So I poked this idea around for awhile. Water is slow to penetrate wood, slow to dry, and can swell/lift the grain.
I went out and researched what other solvents could be used. Ethanol, isopropyl, methanol, acetone, vs either baking soda or borax.
Of those, only one combo has good solubility: borax in methanol. I didn’t need to experiment, precise solubilities are well documented. Mixing water with these alcohols doesn’t seem to have a sweet spot- adding water would require such a high % that it would bring back the problems I wanted to get around before adding much to its capacity to hold borax or baking soda.
For this, I found Wal-Mart has 10oz isopropyl spray bottles. Perfect. I emptied the isopropyl into another container (who doesn’t need isopropyl?). Then, in a second container, mix methanol with “too much” borax so it saturates and sits on the bottom. It generally doesn’t need much time to fully dissolve as much as it can at room temp, and we don’t want to heat it because it will be supersaturated at room temp and clog the sprayer.
If you have any sediment in the spray bottle, it’s likely the sprayer straw will pick it up off the bottom first and clog. That’s why we’re mixing in a separate container- just decant the saturated methanol only into the spray bottle. Add a small amount of methanol to give it some margin from saturation so evaporation or temp shift doesn’t make it fall out of solution again.
You can save the second container and just add more methanol and borax to keep from wasting the remainder, keep it for refilling the 10oz sprayer
I gotta say, looks notably better to me. The sprayer makes a finer mist than I get with water, it coats the plywood evenly, soaks in deep pretty aggressively, and is totally dry in a few minutes.
Methanol does have some toxicity to it, more so than isopropyl. It’s got some inhalation hazard, and is readily absorbed through the skin. It would be hard to see getting a troublesome exposure from “normal” use, but do your own research there. Spray it on wood but keep off the skin. It shouldn’t be dripping with it anyways.
The results seem pretty great! It darkens the way you expect borax to do, but it’s a smoother, deeper blackening. No grain swelling, dries super fast. Adds some toxicity concern but shouldn’t be significant in normal use.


▸ **EXERCISE INSTRUCTIONS**
Go through the data line by line. Copy each one holding the string "with".

▸ **PROVIDED MATERIAL**
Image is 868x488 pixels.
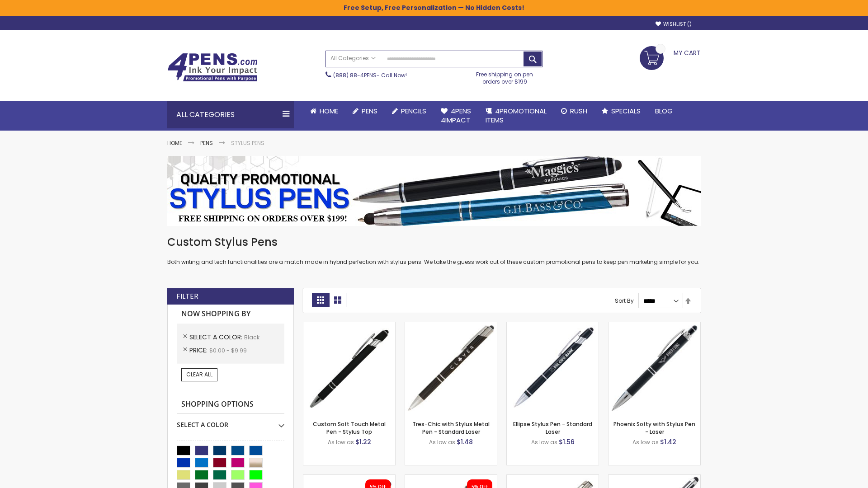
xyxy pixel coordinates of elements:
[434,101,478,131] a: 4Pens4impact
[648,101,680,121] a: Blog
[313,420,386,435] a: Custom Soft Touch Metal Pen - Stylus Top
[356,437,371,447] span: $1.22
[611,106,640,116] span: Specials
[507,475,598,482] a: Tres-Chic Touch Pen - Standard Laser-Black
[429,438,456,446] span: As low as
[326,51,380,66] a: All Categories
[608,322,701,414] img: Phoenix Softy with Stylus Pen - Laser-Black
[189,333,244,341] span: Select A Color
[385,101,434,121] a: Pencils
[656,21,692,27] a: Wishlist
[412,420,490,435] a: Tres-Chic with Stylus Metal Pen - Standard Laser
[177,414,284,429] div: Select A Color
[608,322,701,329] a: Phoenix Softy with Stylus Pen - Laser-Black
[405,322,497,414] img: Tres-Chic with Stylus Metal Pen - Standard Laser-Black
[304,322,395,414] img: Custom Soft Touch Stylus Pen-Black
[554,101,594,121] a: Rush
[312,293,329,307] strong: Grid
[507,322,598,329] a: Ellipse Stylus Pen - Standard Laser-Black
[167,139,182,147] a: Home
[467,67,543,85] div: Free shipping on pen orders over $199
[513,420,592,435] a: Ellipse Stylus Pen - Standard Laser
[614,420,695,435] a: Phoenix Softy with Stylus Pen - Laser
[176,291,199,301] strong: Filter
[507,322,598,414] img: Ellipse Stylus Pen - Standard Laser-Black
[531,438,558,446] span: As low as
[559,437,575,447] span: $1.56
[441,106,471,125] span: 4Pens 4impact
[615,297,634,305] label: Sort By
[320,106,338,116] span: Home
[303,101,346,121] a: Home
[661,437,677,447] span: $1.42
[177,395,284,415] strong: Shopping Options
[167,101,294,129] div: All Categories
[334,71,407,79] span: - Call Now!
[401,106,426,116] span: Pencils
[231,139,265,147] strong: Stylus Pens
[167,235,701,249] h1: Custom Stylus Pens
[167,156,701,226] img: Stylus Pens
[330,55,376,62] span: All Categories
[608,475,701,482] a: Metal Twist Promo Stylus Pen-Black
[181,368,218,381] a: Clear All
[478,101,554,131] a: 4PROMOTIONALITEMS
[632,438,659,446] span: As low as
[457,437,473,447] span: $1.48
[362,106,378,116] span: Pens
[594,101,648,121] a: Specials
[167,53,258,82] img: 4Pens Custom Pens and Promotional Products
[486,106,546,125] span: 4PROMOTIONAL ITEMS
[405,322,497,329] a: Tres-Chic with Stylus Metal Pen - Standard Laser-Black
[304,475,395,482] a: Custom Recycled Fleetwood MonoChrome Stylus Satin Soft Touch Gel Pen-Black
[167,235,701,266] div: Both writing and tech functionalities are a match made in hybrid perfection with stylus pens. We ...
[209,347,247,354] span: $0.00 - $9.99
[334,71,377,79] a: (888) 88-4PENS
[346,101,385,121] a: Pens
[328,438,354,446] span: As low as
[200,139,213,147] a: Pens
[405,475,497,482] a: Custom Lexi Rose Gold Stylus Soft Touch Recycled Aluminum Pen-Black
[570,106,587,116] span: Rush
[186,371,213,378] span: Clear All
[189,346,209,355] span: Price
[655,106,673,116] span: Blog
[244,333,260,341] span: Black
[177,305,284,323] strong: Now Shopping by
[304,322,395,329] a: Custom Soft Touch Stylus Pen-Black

▸ **ANSWER BELOW**
[608,322,701,414] img: Phoenix Softy with Stylus Pen - Laser-Black
[412,420,490,435] a: Tres-Chic with Stylus Metal Pen - Standard Laser
[608,322,701,329] a: Phoenix Softy with Stylus Pen - Laser-Black
[405,322,497,414] img: Tres-Chic with Stylus Metal Pen - Standard Laser-Black
[614,420,695,435] a: Phoenix Softy with Stylus Pen - Laser
[405,322,497,329] a: Tres-Chic with Stylus Metal Pen - Standard Laser-Black
[167,235,701,266] div: Both writing and tech functionalities are a match made in hybrid perfection with stylus pens. We ...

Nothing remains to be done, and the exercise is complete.